10.06.09 Training Diary
Jun 11th, 2009 by Jamie Clubb
Juniors
With two weeks to go with the grading, the students needed to work hard on getting their basics right. All honest training consists of basic principles for basic techniques. Advanced techniques are a bit of an illusion. They are really basic techniques performed well.
The tenet was the fifth and final one: Open Mind. This is perhaps our most controversial tenet, as it is open to some misinterpretation. CCMA adopts a sceptical view to martial arts training, we encourage critical thinking and therefore many might see the inclusion of “Open Mind” as a bit of a contradiction. It is my view that the modern sceptic or critical thinker is open minded, as they are the ones who question and find out more rather than just blindly believe. Please see my article on “Open Mind” for a full discussion on this. On a very basic level, having an open mind in CCMA terms means being able to adapt and being willing to investigate and research.
After a warm-up of specific exercises, the class did some flash pad work with movement and some revision on pre-emptive striking. They then did some takedown entries followed by individual demonstrations of takedowns. This was followed by transitional pins on the ground. The class was finished with some MMA sparring.
Martial Arts at School Topic: Cookery. Whether you study “food-tech” or catering at your school, college or university, you will need to understand nutrition. You won’t find a paid-for mainstream martial arts magazine without adverts for nutritional supplements and at sometime they will have had articles on various diets. Many martial artists take the issue of diet so seriously that they include an eating regimen in their training – see “The Gracie Diet” for example (that isn’t a recommendation). Nutrition sparks a lot of debate as there is also a lot pseudoscience connected to it thanks to the massive rise in celebrity endorsed fad-diets. Proper nutrition, of course, has strong connections to other subjects such as chemistry and biology. Knowing how to cook is also part of survival and survival is what self defence is all about. Soldiers understand this and many are trained in how to live off the land when out in the wilderness with low supplies.
Seniors
Today’s lesson was essentially an MMA class with no pretensions about self defence. It was only a small class with students who have decent foundation knowledge in the soft and hard skills of self defence. Therefore, it seemed appropriate to work on some attribute training.
After grip-fighting, freestyle proactive coaching drills (using boxing gloves as focus mitts etc.) and MMA sparring we focused back on the dinosaur arms concept again. This began with the drills we developed on the focus mitts, using two coaches to help iron out bad habits and also hand speed drills. For grappling we did the pummelling drill that trains over and under hooks. It also has the relevant benefit of teaching students to keep their elbows in, protecting their ribs. We then took the concept to the ground and looked at it inside the close guard. The person in the guard worked from the safety position with their arms in tight resisting the person holding the guard who attempted to isolate the arms. This is a great specific training drill that works well for both the attacker and defender.
I think the most rewarding training experiences are those where you can go away with information and then use it improve at your leisure. Sadly when most people train on their own they do it like a chore. Unless they have a pattern to learn or a combination to remember, which is commonplace in most traditional and even sport martial arts, they just work away at the bag or on the mats going through the same routine until they worked up a sufficient sweat. They rarely stop to think that although they may be maintaining or improving their cardiovascular, flexibility or strength training they might also be reinforcing bad habits. Remember, if we look at what has been uncovered relating to “muscle memory” and neurological pathways, we will do under pressure what we do most. If you are routinely dropping your left hand or telegraphing a movement before you strike then that is what you are reinforcing if you are not consciously checking it during your own personal training. From a philosophical point of view, you do best what you do the most. So if you are lazy and sloppy most of the time then that is what your most perfected trait is. Training on your own is great if you have direction. A regular class should give you that direction or at least inspiration to work on your weaknesses, to train out bad habits and make the right type of progress.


• [Work order]:
Your answer is a copy of every line in the records where "ffffff" appears.

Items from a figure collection
═══

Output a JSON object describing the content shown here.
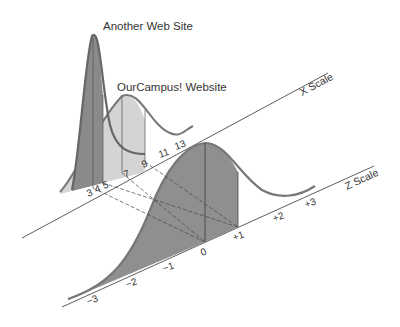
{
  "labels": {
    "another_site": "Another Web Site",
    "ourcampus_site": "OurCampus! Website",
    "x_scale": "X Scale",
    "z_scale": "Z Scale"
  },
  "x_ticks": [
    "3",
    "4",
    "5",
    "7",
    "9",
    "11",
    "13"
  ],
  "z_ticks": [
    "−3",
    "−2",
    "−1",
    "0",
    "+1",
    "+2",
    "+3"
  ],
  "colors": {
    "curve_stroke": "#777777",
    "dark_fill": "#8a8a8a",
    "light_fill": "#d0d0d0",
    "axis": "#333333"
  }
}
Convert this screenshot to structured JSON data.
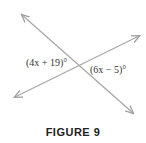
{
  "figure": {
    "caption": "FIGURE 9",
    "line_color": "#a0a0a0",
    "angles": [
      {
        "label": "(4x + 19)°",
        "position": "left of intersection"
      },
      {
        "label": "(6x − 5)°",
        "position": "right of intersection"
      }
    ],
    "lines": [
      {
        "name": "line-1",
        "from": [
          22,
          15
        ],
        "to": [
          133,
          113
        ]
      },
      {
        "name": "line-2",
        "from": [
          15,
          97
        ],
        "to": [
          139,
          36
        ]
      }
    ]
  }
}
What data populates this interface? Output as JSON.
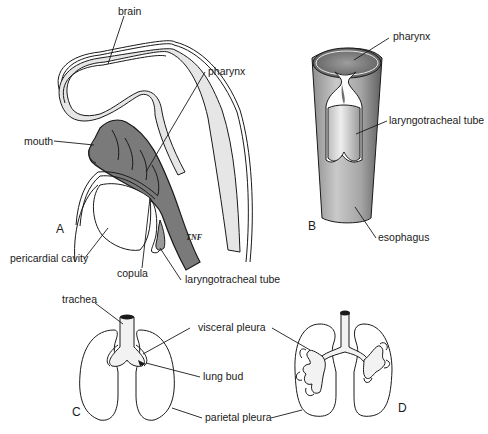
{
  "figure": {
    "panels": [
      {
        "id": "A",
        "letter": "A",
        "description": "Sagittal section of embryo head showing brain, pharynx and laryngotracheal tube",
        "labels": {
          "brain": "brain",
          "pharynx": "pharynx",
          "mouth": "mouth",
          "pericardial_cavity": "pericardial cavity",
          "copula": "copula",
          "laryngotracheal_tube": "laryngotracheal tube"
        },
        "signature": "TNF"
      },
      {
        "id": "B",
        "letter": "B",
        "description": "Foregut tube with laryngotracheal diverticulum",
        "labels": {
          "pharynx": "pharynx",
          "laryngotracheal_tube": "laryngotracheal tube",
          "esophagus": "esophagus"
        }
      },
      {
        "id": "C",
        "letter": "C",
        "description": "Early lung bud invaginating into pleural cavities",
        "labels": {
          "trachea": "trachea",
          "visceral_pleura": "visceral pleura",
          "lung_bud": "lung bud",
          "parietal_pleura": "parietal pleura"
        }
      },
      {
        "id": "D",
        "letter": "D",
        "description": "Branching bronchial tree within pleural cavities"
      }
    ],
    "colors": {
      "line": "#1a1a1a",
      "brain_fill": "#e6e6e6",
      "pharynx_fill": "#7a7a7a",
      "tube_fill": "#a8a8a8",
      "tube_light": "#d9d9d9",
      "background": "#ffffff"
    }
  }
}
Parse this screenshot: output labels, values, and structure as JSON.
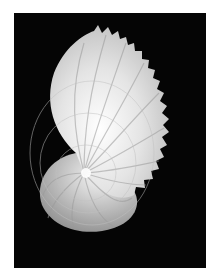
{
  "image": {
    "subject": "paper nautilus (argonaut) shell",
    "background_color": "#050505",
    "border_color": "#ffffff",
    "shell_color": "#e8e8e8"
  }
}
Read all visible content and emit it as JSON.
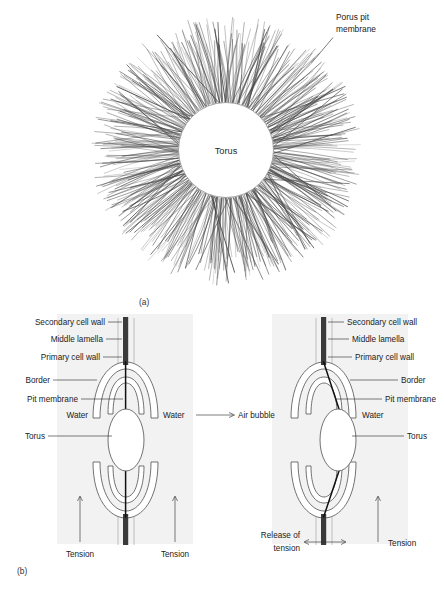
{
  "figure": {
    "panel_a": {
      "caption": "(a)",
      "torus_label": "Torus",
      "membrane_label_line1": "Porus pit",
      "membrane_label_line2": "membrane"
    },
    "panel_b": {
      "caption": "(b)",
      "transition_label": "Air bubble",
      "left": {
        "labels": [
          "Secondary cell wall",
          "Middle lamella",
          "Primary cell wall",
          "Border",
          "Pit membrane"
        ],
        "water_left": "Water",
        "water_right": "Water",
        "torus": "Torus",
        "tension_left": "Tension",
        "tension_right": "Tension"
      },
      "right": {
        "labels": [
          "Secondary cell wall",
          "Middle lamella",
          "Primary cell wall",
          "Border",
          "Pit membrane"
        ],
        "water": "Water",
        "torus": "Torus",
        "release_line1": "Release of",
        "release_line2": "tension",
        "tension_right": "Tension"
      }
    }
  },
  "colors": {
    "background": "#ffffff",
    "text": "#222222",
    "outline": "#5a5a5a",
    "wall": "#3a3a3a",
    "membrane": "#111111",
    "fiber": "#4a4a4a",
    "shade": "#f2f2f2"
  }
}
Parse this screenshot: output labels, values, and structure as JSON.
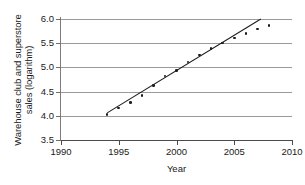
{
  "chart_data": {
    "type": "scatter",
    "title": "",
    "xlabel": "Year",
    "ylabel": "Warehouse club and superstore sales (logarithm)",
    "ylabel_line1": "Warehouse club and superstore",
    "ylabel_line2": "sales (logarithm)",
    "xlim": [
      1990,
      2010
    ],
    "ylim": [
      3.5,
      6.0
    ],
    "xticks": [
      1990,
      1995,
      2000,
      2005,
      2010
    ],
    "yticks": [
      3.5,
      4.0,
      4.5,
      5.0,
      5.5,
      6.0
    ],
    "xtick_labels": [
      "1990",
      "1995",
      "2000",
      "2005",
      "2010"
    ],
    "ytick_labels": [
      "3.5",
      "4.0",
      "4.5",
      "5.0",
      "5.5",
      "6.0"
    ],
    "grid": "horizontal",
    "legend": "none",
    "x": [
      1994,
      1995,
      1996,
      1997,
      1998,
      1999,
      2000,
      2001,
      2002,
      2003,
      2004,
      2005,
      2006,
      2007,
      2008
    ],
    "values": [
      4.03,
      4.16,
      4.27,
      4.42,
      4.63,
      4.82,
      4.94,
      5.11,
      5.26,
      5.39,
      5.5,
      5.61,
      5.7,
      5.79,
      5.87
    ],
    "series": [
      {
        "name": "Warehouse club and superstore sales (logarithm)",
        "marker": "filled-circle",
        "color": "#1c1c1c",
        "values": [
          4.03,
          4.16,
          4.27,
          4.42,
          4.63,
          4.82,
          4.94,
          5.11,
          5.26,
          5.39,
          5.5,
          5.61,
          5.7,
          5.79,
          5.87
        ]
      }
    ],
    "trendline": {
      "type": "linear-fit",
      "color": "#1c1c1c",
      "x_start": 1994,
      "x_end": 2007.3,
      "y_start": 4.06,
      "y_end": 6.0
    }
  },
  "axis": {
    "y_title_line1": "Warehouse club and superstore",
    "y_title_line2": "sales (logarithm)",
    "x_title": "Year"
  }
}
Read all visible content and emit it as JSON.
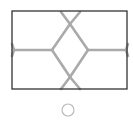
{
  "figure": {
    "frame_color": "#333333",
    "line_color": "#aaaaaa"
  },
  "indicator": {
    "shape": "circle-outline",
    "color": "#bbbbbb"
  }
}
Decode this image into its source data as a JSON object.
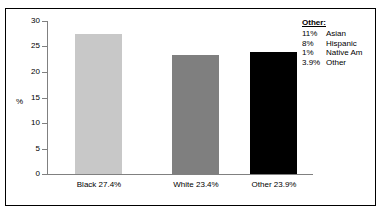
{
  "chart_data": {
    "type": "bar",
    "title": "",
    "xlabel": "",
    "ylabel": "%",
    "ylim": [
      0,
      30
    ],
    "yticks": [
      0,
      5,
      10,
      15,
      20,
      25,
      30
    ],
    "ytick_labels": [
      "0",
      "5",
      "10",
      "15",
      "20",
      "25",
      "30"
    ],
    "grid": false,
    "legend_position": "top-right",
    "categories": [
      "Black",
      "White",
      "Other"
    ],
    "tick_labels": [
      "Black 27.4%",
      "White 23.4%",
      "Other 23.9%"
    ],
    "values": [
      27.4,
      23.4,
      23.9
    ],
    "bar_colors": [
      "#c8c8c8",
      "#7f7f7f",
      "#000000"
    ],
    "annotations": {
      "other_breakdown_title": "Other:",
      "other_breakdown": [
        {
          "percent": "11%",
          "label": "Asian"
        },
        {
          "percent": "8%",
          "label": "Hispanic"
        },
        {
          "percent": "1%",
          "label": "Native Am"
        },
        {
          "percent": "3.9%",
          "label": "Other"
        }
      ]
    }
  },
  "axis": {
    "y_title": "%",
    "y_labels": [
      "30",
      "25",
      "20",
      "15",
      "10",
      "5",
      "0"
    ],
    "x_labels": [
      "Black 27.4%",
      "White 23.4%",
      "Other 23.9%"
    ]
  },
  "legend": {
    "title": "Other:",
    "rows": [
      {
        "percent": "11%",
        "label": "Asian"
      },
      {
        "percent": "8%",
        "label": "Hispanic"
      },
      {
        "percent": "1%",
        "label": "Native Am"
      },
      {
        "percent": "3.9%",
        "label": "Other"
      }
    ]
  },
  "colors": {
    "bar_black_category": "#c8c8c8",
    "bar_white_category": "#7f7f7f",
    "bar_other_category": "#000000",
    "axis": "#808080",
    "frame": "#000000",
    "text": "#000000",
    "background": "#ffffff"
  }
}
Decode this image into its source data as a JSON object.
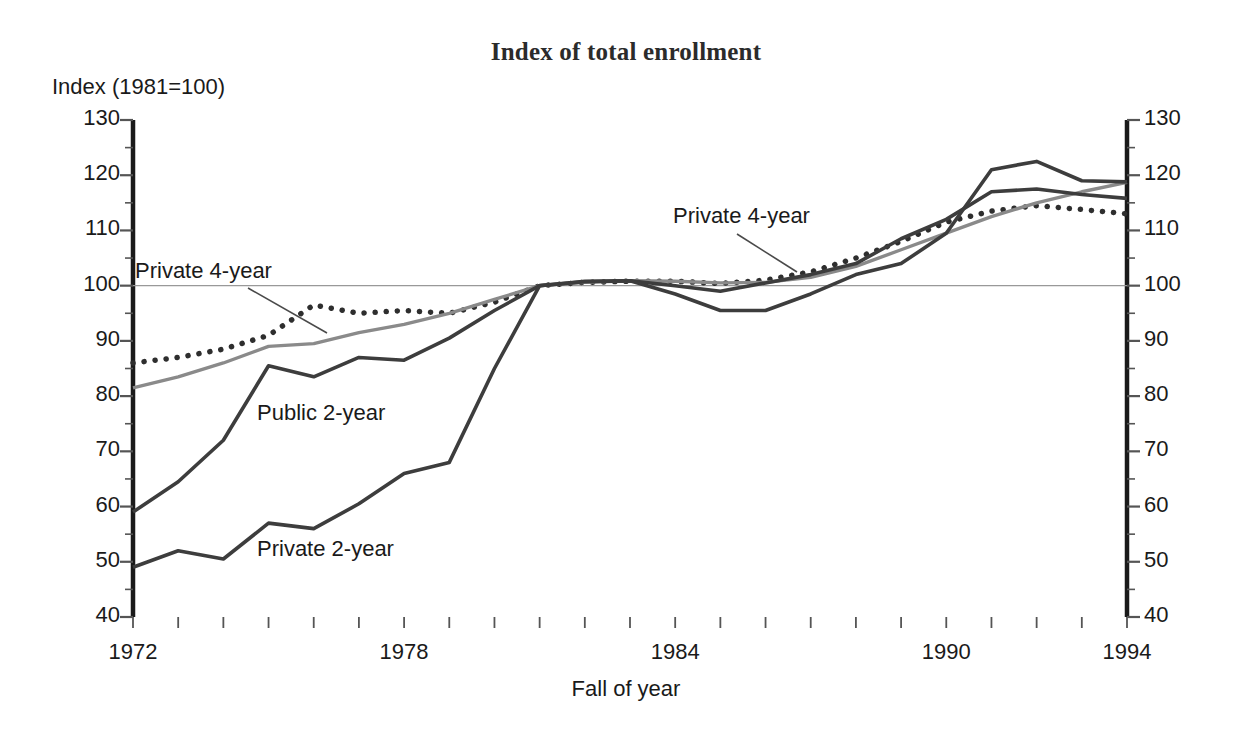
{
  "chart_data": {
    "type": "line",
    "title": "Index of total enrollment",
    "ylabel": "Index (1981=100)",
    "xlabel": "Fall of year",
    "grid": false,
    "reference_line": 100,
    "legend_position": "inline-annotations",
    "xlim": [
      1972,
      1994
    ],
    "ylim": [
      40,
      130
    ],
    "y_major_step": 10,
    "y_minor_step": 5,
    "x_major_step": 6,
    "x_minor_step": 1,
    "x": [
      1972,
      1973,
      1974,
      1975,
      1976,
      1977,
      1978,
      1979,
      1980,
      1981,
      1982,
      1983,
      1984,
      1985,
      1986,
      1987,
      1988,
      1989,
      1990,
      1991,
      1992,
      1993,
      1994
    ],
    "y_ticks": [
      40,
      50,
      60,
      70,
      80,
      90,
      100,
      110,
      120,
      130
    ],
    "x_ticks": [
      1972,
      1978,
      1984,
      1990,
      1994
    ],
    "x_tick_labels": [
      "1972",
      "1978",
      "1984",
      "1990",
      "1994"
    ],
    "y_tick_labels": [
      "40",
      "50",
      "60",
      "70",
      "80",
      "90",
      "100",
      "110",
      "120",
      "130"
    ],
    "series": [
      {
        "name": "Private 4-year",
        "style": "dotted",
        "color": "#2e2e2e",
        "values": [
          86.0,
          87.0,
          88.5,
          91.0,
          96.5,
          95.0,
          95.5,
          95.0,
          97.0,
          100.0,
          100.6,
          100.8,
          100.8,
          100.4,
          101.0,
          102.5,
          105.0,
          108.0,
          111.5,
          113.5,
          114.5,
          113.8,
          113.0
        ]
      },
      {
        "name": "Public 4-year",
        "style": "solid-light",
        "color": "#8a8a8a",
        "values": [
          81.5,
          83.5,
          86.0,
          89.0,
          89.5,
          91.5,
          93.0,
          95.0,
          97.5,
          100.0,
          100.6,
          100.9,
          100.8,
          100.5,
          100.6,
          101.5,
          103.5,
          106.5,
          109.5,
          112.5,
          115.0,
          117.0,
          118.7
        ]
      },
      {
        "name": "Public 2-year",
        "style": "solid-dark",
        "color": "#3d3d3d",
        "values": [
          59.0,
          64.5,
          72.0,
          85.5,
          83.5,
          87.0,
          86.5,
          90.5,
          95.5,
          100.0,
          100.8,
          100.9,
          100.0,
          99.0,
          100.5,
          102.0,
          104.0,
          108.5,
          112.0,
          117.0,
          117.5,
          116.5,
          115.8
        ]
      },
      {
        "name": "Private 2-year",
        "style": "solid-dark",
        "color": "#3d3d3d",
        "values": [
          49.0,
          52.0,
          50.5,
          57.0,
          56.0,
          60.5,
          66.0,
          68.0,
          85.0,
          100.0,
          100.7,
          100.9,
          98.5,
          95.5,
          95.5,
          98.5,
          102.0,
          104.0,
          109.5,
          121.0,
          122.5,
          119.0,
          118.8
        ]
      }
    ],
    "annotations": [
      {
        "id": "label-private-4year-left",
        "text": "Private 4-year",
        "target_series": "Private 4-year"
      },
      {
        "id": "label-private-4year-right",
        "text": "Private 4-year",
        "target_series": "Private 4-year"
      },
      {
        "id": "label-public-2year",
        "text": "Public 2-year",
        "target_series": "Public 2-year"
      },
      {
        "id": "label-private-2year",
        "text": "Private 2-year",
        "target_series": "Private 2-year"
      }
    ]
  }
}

═══

• [Result]:
      "background": "#ffffff"
    "border_color": "#ffffff",
    "background": "#ffffff",
    "background": "#ffffff"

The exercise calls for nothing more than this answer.